Areas of Specialization: Areas of Competence:
Philosophy of Language Early Modern Philosophy
Philosophy of Mind History of Analytic Philosophy
Ethics Feminist Philosophy
Dissertation Description:
I argue that content-bearing relations ought to be explained in normative terms. I develop a particular view about the normative explanans of the content of concepts and the meanings of linguistic items, according to which the notion of a rule plays no critical role. Rather, the account centers around an objective notion of a norm which is not automatically coextensive with any social or psychological phenomenon. According to this view, general normative principles of inquiry, interest-grounded norms of communication, and moral norms are all potentially relevant to the determination of content. The central advantage of this approach is that it can explain anti-individualist data about the relevance of external, worldly and social factors to the determination of an agent's mental contents and linguistic meanings. I argue that my norm-based metasemantics avoids the kind of subjectivism at play in Brandom's and Gibbard's normative theories of meaning, and that it avoids the regress of rules lurking in rule-oriented treatments of the normativity of meaning. I further address the problem for a normative metasemantics that we seem to deploy bad meanings and concepts with bad essential inferences, conceptual connections, implications, etc., particularly slur terms. I show that there are viable strategies to bring to bear in explaining the sources of otherwise perverse content-determining norms like those distinctive of slur terms and principled ways of treating the apparent conflict with, for example, moral and epistemic norms. The required picture of the norms needed for an adequate metasemantic treatment of slurs shows the best way to develop the details of an objective norm-based metasemantic theory, involving an imperfect duties rather than perfect duties model of the relevant norms.
I argue that content-bearing relations ought to be explained in normative terms. I develop a particular view about the normative explanans of the content of concepts and the meanings of linguistic items, according to which the notion of a rule plays no critical role. Rather, the account centers around an objective notion of a norm which is not automatically coextensive with any social or psychological phenomenon. According to this view, general normative principles of inquiry, interest-grounded norms of communication, and moral norms are all potentially relevant to the determination of content. The central advantage of this approach is that it can explain anti-individualist data about the relevance of external, worldly and social factors to the determination of an agent's mental contents and linguistic meanings. I argue that my norm-based metasemantics avoids the kind of subjectivism at play in Brandom's and Gibbard's normative theories of meaning, and that it avoids the regress of rules lurking in rule-oriented treatments of the normativity of meaning. I further address the problem for a normative metasemantics that we seem to deploy bad meanings and concepts with bad essential inferences, conceptual connections, implications, etc., particularly slur terms. I show that there are viable strategies to bring to bear in explaining the sources of otherwise perverse content-determining norms like those distinctive of slur terms and principled ways of treating the apparent conflict with, for example, moral and epistemic norms. The required picture of the norms needed for an adequate metasemantic treatment of slurs shows the best way to develop the details of an objective norm-based metasemantic theory, involving an imperfect duties rather than perfect duties model of the relevant norms.
Berkeley and Wittgenstein Project- Skepticism, Language, and Metaphilosophy:
I have an ongoing secondary research project in the history of philosophy, concerning one relatively neglected history of views like expressivism in metaethics, particularly as they serve to assuage metaphysical and skeptical worries. Berkeley likely anticipated certain 'anti-realist' linguistic maneuvers from the 20th century, offering a more Wittgensteinian philosophy of language, metaphilosophy, and treatment of skepticism even than Hume's. Berkeley may also have anticipated the cognitivist strain of expressivism in philosophy of language, in his treatment of terms like algebraic terms and spiritual terms non-referentially, but none the worse for that with respect to truth, belief, or value. In that respect and others, Berkeley may offer a more plausible version of an anti-philosophical linguistic philosophy than Wittgenstein or the ordinary language philosophers.
(If you are interested, please contact me for a Précis of this work.)
I have an ongoing secondary research project in the history of philosophy, concerning one relatively neglected history of views like expressivism in metaethics, particularly as they serve to assuage metaphysical and skeptical worries. Berkeley likely anticipated certain 'anti-realist' linguistic maneuvers from the 20th century, offering a more Wittgensteinian philosophy of language, metaphilosophy, and treatment of skepticism even than Hume's. Berkeley may also have anticipated the cognitivist strain of expressivism in philosophy of language, in his treatment of terms like algebraic terms and spiritual terms non-referentially, but none the worse for that with respect to truth, belief, or value. In that respect and others, Berkeley may offer a more plausible version of an anti-philosophical linguistic philosophy than Wittgenstein or the ordinary language philosophers.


▶ [REQUIREMENT] Print the line that has "find the location of <item>person</item>." in it, then every remaining line of the data, exactly and without anything extra.
====
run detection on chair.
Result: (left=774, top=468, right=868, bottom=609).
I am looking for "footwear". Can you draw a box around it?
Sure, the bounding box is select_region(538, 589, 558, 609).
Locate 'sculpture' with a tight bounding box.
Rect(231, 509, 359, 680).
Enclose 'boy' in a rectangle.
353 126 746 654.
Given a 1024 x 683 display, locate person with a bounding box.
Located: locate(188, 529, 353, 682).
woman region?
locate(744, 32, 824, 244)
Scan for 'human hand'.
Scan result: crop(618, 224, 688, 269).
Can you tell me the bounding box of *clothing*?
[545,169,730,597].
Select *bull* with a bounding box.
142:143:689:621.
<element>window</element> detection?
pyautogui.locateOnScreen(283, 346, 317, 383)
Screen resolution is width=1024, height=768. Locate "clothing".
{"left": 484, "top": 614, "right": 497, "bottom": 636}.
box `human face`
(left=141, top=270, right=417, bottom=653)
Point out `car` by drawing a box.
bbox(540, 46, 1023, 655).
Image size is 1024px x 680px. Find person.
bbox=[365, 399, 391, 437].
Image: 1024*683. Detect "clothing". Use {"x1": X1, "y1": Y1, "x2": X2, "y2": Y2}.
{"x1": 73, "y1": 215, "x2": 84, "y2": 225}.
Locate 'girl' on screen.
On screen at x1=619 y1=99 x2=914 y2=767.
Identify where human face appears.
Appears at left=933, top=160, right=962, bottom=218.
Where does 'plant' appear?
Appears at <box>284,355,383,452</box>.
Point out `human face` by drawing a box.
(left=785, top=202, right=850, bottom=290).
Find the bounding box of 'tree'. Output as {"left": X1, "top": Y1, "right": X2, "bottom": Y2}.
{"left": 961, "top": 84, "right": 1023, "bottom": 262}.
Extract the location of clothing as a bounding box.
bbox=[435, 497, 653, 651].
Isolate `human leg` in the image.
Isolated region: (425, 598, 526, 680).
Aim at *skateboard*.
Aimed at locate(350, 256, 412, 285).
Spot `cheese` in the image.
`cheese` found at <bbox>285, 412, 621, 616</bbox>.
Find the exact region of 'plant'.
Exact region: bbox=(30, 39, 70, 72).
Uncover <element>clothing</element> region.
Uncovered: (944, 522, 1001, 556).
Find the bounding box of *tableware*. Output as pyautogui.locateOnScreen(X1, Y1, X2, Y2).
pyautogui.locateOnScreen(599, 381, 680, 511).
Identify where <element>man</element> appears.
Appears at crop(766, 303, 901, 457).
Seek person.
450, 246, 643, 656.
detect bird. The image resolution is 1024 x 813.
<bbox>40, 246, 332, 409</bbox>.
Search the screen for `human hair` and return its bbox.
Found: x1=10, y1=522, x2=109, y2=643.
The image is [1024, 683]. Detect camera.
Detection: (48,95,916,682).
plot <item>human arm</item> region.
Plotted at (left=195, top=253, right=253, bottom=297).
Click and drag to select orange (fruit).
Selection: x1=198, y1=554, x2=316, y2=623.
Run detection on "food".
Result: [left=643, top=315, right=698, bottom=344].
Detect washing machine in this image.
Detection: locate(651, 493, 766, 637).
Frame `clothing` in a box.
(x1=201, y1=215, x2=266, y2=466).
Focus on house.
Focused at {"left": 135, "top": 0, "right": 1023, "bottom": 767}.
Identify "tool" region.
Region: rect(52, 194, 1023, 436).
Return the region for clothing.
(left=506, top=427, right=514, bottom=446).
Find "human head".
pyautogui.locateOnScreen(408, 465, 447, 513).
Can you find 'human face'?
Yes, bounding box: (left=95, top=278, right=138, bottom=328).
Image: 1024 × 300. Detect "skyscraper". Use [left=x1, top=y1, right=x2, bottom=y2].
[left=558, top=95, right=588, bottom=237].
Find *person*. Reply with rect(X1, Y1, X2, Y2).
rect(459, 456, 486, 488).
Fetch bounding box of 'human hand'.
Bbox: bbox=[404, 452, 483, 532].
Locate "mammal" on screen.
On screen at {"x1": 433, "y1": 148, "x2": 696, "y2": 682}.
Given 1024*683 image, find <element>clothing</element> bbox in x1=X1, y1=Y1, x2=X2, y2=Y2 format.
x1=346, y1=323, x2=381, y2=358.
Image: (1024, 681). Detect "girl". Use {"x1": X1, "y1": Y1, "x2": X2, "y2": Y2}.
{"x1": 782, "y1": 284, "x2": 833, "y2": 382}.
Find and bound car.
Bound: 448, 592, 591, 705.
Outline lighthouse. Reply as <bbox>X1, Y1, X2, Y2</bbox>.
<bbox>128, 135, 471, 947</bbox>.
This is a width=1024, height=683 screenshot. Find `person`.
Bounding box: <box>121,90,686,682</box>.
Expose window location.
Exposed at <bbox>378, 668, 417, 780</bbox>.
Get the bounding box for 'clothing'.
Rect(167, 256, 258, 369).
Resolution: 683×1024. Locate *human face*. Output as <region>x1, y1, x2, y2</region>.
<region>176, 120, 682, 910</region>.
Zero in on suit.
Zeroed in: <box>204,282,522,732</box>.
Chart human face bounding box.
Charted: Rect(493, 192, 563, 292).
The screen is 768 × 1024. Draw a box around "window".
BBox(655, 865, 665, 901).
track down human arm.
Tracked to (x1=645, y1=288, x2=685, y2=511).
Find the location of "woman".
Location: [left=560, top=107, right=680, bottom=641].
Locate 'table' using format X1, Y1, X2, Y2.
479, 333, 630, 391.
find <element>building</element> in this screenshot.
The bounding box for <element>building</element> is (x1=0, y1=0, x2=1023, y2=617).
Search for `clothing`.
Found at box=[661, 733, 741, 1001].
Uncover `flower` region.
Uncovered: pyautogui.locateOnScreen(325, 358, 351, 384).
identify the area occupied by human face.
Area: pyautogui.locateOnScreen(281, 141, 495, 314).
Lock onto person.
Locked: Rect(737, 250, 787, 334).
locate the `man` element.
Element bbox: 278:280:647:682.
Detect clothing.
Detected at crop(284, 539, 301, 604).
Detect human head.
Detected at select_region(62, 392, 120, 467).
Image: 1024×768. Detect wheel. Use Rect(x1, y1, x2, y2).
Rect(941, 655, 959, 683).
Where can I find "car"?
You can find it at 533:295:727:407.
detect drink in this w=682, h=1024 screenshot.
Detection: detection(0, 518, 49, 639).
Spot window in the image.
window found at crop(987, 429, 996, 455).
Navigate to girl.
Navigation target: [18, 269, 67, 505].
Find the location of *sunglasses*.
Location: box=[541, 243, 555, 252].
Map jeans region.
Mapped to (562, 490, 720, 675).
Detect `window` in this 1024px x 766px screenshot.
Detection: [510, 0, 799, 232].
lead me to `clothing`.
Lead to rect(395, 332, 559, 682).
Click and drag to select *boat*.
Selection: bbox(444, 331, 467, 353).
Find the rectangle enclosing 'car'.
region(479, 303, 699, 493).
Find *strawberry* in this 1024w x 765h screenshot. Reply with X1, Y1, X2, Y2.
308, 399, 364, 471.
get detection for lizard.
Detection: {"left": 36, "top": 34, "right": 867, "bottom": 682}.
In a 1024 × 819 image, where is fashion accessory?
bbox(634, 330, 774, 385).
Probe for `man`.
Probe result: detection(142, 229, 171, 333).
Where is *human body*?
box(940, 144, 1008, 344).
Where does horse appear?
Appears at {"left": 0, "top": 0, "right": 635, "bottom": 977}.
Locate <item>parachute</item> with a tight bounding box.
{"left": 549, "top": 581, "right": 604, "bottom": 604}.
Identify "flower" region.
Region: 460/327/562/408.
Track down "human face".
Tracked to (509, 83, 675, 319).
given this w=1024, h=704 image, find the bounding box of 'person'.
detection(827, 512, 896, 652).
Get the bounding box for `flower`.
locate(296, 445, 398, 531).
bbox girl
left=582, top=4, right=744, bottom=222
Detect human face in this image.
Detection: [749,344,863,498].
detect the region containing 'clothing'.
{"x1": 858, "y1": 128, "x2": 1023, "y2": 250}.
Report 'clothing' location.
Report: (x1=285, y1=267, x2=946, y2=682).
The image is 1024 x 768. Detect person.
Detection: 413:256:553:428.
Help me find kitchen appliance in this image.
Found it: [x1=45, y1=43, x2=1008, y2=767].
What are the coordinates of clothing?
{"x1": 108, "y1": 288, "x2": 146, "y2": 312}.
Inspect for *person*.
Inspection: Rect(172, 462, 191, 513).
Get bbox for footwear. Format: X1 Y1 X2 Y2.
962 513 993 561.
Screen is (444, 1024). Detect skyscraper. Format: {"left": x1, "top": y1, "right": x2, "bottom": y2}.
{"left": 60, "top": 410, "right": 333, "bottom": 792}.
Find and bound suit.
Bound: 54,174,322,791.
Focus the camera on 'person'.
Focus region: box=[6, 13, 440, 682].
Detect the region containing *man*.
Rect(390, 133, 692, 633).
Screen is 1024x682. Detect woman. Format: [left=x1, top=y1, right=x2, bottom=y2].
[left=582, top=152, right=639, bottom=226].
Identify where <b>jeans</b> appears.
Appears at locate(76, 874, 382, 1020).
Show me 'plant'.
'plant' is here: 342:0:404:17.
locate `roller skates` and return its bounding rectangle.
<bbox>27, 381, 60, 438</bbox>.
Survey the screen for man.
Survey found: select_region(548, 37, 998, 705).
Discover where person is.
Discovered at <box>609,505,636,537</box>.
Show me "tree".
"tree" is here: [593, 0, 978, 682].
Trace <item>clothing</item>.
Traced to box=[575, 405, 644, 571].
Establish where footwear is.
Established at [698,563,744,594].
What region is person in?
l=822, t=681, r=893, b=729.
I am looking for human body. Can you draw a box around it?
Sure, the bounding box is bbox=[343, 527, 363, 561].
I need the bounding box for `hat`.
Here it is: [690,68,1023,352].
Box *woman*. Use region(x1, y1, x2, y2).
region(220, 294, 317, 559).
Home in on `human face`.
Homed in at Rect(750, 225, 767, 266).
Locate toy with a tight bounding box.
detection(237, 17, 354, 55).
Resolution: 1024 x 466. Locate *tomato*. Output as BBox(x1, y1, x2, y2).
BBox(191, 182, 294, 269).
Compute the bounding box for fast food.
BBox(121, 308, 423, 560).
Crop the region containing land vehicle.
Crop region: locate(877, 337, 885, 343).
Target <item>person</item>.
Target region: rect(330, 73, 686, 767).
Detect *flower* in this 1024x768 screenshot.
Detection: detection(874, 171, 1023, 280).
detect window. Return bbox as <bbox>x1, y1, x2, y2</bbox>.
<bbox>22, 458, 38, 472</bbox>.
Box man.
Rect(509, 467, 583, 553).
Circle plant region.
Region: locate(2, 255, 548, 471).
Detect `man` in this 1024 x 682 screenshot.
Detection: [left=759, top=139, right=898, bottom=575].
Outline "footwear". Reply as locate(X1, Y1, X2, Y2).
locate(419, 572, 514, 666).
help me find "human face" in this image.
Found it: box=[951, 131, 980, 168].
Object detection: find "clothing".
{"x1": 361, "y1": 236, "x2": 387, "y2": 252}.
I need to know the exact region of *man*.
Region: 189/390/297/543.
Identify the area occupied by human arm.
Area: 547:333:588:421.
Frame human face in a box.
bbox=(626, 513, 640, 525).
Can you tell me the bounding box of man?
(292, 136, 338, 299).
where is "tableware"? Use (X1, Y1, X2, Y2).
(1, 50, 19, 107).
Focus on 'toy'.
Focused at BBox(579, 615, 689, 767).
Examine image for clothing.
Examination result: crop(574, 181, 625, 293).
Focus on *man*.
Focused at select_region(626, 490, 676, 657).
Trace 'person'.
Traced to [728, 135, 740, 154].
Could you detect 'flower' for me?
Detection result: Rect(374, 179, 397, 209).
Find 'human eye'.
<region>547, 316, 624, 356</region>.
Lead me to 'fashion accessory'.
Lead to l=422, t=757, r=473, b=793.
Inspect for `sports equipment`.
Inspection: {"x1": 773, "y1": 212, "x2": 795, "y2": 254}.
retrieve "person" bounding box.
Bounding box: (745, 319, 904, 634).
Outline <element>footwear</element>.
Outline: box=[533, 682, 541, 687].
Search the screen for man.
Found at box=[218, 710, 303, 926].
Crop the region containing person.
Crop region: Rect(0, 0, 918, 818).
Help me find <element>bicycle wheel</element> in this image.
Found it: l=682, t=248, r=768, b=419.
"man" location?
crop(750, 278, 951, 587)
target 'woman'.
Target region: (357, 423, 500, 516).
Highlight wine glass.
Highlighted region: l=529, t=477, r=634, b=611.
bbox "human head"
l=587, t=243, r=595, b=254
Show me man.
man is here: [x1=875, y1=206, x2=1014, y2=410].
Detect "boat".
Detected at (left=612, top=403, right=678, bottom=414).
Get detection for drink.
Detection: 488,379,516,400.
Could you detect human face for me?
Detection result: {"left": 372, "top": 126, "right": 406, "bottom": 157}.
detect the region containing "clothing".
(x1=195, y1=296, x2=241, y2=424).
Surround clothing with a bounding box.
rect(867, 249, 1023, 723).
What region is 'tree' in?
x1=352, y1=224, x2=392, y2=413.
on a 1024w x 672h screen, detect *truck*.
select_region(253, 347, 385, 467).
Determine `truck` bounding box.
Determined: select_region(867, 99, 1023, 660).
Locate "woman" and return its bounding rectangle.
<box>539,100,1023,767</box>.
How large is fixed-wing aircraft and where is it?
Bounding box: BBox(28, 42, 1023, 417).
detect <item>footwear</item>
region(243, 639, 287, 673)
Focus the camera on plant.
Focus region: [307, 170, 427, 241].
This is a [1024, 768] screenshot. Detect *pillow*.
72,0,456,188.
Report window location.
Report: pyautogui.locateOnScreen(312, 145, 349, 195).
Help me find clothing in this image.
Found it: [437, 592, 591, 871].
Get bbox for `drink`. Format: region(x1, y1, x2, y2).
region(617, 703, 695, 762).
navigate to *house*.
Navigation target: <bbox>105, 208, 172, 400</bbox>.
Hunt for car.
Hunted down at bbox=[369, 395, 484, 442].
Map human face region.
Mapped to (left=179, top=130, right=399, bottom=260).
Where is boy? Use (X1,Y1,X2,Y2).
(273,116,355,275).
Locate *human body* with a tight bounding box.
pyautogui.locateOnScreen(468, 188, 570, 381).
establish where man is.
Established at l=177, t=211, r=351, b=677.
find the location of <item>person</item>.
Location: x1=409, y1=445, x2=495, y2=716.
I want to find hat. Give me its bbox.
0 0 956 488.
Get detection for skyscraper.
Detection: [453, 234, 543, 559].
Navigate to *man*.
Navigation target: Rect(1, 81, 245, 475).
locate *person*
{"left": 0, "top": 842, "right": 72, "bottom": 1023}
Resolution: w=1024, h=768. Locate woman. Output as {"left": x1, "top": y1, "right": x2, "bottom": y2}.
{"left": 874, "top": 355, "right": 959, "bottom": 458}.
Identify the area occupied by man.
====
▶ [ANSWER AREA]
find the location of <item>person</item>.
Location: x1=409, y1=445, x2=495, y2=716.
I want to find hat. Give me its bbox.
0 0 956 488.
Get detection for skyscraper.
Detection: [453, 234, 543, 559].
Navigate to *man*.
Navigation target: Rect(1, 81, 245, 475).
locate *person*
{"left": 0, "top": 842, "right": 72, "bottom": 1023}
Resolution: w=1024, h=768. Locate woman. Output as {"left": x1, "top": y1, "right": x2, "bottom": y2}.
{"left": 874, "top": 355, "right": 959, "bottom": 458}.
Identify the area occupied by man.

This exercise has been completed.